Thursday, April 16, 2009

Name Change

Some of you who read my blog (though I don't understand why you would) may wonder why I changed the name from "Caffè Firenze" to "Doubting Tom's." To be honest, I did not even know I would change the name until relatively recently. Why such a switch?

I took a look at the tone my blog was taking. Instead of containing poetry, stories, and exotic happenings/art work (as a good café would), it contains rants, questions, and ponderings about life. Rants about women's rights, questions about God, and loud voices railing against injustice just seem to be a very odd fit for a quaint, classy Italian café, if they fit at all. I no longer felt I was drinking espresso in the Renaissance capital of the world, having discussions about beauty. Thus, the need to change.

Why "Doubting Tom's"? The name came from a recent conversation with a friend of mine. I was telling her about a parish I hope to be attending soon, named after St. Thomas. When asked which one, I said St. Thomas the Apostle and she immediately replied, "Doubting Thomas church. How appropriate for you" (after my tendency to question the very things I believe in the most). After marinating on it, I imagined a bar with an intellectual atmosphere, books of theology, politics and philosophy over a pint of Guinness, a bar a parish would attend after Mass or for Theology on Tap. Thus, Doubting Tom's was born.

As someone who constantly questions everything around me, wondering what life is and what life should be like, as someone who questions the very faith she'd willingly die for, how much more appropriate is it to name my space after the apostle who questioned Christ Himself?

Tuesday, April 7, 2009

Take Back the Night

Tonight on campus, we are hosting our "Take Back the Night" event, as April is Sexual Assault Awareness Month. "Take Back the Night" is a campaign encouraging people to speak out against sexual assault and domestic violence and takes place on campuses all over the country. It involves the Clothesline project (where people can make T-shirts detailing their experiences), a march around campus with chanting, and testimonies from survivors. It's intense. Especially as many of us have friends, family and others who've been through this, or maybe we've been through things ourselves but have never told anyone.

What I love most about the campaign is that it's about breaking the silence. Even today, there's a stigma against being assaulted, whether you're a woman or a man. People don't believe you, they think it was your fault, that you are somewhat asking for it by wearing that miniskirt or by drinking, that you're stupid to trust people or walk home late at night, that maybe you can't be trusted to choose good relationships, and that the people you love would never hurt you. People are afraid of going to the police, for fear or retaliation or humiliation in the courts (those lawyers will rip your character to shreds in order to prove their client innocent). If it's happening in your family, you could be afraid of telling someone, since those words may be your last.

I'm going to tell you all something right now. If something like this happens to you, it's not your fault, you're not alone, you're not crazy and you're not stupid. The only person at fault is the one who did it. If that applies to mugging, autotheft, and extortion, it also applies to this type of violence. You have a right to your emotions, they aren't irrational. They're your soul's way of recognizing that YOU HAVE BEEN WRONGED! Someone overstepped their boundaries in the worst way imaginable and abused power and strength in a way that's grotesque beyond imagination. We should trust in people, trust that adults can be adults and that people can be fair and kind. Sadly, that trust was betrayed in horrible ways. Ladies, I don't care what you were wearing, whom you've slept with in the past (which doesn't make you a bad person, regardless of the amount of degrading terms), your sexuality, what you were drinking, etc. No excuse. Men, I don't care what your sexuality is, how you were assaulted, or whether or not you should have been able to "fight them off." They wronged YOU, they should be the humiliated ones.

We are human beings. As human beings, we were endowed with basic human rights, to life, liberty and property. This includes rights as simple as being treated like human beings, as having the right to consent to sexual activity, as not being beaten or killed because we spent a penny too much at the corner store and had the nerve to leave when we smelled violence. Criminals are masterminds and know how to work the system, how to prey on victims. We all are in the wrong place at the wrong time from time to time. We've all misjudged people. Do we deserve to be punished for that in such an evil manner?

I ask everyone to speak out, to fight back. Don't let the criminals win. This is everyone's issue, not just a woman's issue (since women aren't the only ones getting raped anyway). And if you find yourself saying, "They deserved this," "Well, that's what she gets for wearing something like that," "He should be happy to be so lucky," "She's a slut anyway," I ask you to remember the people in your life. Is there something they're not saying? And would you dare say such things if it happened to them? Finally, what if it happened to you?

Stealing is a crime. Especially when it involves trust, innocence, the security of our bodies, and a basic belief in human goodness. Let's steal it all back tonight.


**What is being asked**
Set down the records once more, please, exactly and with the pictures left out.

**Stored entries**
•••

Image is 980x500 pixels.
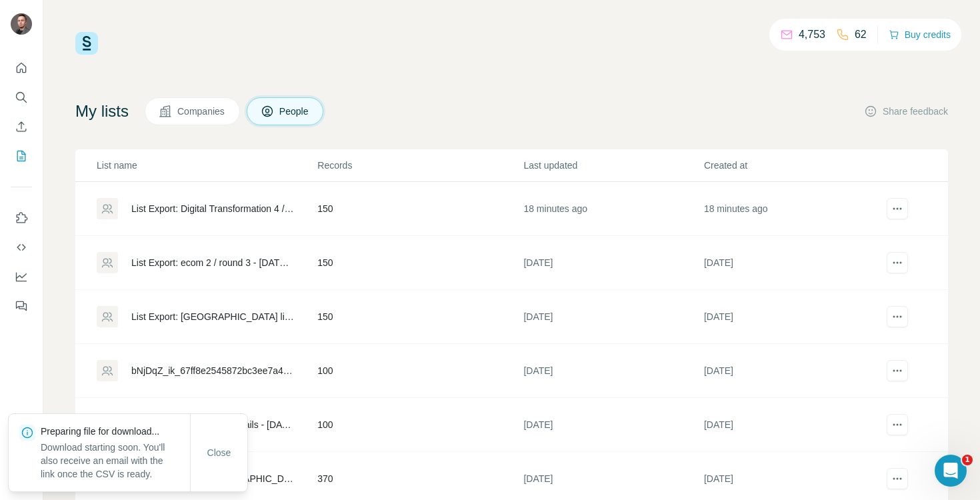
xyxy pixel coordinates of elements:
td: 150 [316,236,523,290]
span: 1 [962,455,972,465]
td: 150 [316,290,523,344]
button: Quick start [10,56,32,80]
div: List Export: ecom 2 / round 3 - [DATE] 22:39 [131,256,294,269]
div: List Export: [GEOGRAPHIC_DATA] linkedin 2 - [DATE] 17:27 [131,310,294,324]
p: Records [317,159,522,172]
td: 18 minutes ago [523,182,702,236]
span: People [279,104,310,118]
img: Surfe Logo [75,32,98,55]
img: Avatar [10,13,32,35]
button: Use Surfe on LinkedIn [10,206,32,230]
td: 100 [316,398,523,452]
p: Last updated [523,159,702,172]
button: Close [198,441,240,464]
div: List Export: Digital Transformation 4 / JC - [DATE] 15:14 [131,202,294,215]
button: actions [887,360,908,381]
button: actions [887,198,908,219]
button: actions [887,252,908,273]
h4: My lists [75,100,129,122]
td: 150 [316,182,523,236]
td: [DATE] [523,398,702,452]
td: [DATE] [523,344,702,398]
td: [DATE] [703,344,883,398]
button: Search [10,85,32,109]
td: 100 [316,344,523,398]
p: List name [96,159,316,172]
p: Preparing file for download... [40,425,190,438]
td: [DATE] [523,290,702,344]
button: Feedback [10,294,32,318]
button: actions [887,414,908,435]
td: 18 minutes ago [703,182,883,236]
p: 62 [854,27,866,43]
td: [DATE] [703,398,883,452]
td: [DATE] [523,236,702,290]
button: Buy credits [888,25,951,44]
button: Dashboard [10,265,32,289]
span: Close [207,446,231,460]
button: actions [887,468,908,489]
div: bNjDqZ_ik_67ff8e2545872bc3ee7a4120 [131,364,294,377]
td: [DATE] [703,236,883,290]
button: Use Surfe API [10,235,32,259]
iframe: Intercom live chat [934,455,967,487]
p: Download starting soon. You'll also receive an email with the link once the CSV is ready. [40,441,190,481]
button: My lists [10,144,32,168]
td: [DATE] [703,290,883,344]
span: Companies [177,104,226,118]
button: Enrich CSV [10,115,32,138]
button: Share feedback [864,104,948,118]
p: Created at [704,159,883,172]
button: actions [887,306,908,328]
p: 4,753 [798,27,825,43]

•••

**Answer to the problem**
Image is 980x500 pixels.
xyxy pixel coordinates of elements:
td: 150 [316,236,523,290]
span: 1 [962,455,972,465]
td: 150 [316,290,523,344]
button: Quick start [10,56,32,80]
div: List Export: ecom 2 / round 3 - [DATE] 22:39 [131,256,294,269]
div: List Export: [GEOGRAPHIC_DATA] linkedin 2 - [DATE] 17:27 [131,310,294,324]
p: Records [317,159,522,172]
td: 18 minutes ago [523,182,702,236]
span: People [279,104,310,118]
img: Surfe Logo [75,32,98,55]
img: Avatar [10,13,32,35]
button: Use Surfe on LinkedIn [10,206,32,230]
td: 100 [316,398,523,452]
p: Last updated [523,159,702,172]
button: Close [198,441,240,464]
div: List Export: Digital Transformation 4 / JC - [DATE] 15:14 [131,202,294,215]
button: actions [887,360,908,381]
button: actions [887,198,908,219]
button: actions [887,252,908,273]
h4: My lists [75,100,129,122]
td: 150 [316,182,523,236]
td: [DATE] [523,398,702,452]
td: [DATE] [523,344,702,398]
td: [DATE] [703,344,883,398]
button: Search [10,85,32,109]
td: 100 [316,344,523,398]
p: List name [96,159,316,172]
p: Preparing file for download... [40,425,190,438]
td: [DATE] [523,290,702,344]
button: Feedback [10,294,32,318]
button: actions [887,414,908,435]
td: 18 minutes ago [703,182,883,236]
p: 62 [854,27,866,43]
td: [DATE] [703,398,883,452]
td: [DATE] [523,236,702,290]
button: Buy credits [888,25,951,44]
button: Dashboard [10,265,32,289]
span: Close [207,446,231,460]
button: actions [887,468,908,489]
div: bNjDqZ_ik_67ff8e2545872bc3ee7a4120 [131,364,294,377]
td: [DATE] [703,236,883,290]
button: Use Surfe API [10,235,32,259]
iframe: Intercom live chat [934,455,967,487]
p: Download starting soon. You'll also receive an email with the link once the CSV is ready. [40,441,190,481]
button: My lists [10,144,32,168]
td: [DATE] [703,290,883,344]
span: Companies [177,104,226,118]
button: Enrich CSV [10,115,32,138]
button: Share feedback [864,104,948,118]
p: Created at [704,159,883,172]
button: actions [887,306,908,328]
p: 4,753 [798,27,825,43]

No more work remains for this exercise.